Chagas' disease remains a major public health concern in regions of Latin America, where approximately 15 million people are infected (50). Following a brief acute phase, the infection can progress to a lifelong chronic phase in which the paucity of bloodstream parasites makes their direct detection difficult. Diagnosis of Chagas' disease generally occurs during the chronic phase by conventional serology (CS), e.g., indirect immunofluorescence, indirect hemagglutination, and enzyme-linked immunosorbent assay (ELISA). Detection of parasites in the blood during the chronic phase is difficult and generally accomplished by indirect methods such as xenodiagnosis and hemoculture (8, 12, 14, 15, 42). Although the sensitivity of these methods has been improved recently (10, 13, 20, 21, 25), they are laborious and involve the culture of live infectious parasites, besides being slow and time-consuming, thus limiting their usefulness.

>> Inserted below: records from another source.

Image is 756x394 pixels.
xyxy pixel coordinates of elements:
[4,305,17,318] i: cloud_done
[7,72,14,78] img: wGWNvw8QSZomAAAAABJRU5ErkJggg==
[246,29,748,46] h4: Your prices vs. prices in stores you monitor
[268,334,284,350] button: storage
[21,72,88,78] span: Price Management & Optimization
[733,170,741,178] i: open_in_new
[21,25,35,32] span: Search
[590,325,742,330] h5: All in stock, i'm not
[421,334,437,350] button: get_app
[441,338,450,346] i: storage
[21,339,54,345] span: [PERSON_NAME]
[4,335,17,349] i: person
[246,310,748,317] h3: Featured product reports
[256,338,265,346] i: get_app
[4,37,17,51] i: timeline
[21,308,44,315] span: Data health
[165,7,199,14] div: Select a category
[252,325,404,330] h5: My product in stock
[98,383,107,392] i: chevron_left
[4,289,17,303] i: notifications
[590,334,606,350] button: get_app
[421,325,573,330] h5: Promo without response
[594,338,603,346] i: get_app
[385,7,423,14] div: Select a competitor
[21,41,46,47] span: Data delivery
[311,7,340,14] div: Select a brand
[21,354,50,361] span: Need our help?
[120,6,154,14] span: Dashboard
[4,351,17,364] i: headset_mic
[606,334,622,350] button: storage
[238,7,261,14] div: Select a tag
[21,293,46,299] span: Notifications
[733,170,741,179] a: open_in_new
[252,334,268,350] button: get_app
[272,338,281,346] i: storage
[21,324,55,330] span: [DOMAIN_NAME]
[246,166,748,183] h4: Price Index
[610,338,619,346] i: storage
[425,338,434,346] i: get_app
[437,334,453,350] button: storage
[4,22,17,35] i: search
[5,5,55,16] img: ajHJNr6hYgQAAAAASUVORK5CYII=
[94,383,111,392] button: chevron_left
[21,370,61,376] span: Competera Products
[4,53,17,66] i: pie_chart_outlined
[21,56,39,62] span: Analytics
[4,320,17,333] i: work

Treatment of Chagas' disease patients with nitroimidazole-derivative drugs can prevent the pathological outcomes of chronic disease, and treatment has been associated with cure in some cases. Treatment of all acute-phase patients is therefore indicated; however, its efficacy in chronic-phase patients remains controversial (11). Nevertheless, treatment of patients in the early chronic phase, before the development of overt clinical symptoms, has been advocated. Evaluation of the efficacy of these and other drugs, particularly during the chronic phase, is hampered by the difficulty in determining parasite levels in the blood after treatment. In addition, long-term follow-up studies of some treated patients have demonstrated that CS tests may remain positive for several years despite repeated negative direct parasite detection tests, such as hemoculture or xenodiagnosis (18, 21). An alternative to CS testing as an assessment of parasite clearance has been proposed by Krettli and Brener (30), who demonstrated that antibody-dependent, complement-mediated lysis (CoML) is a more reliable indicator of parasitological cure. In extensive long-term patient studies, it was observed that sera from patients with positive hemocultures supported CoML of trypomastigotes, whereas sera from patients with repeated negative hemocultures had diminished or no lytic capacity (21). The presence of lytic antibodies has therefore been proposed as an indicator of an active ongoing infection and treatment failure (21, 28). This test also requires the use of live, infectious trypomastigotes and is thus not practical for routine use in the evaluation of chemotherapeutic agents or in the clinical management of chagasic patients (27).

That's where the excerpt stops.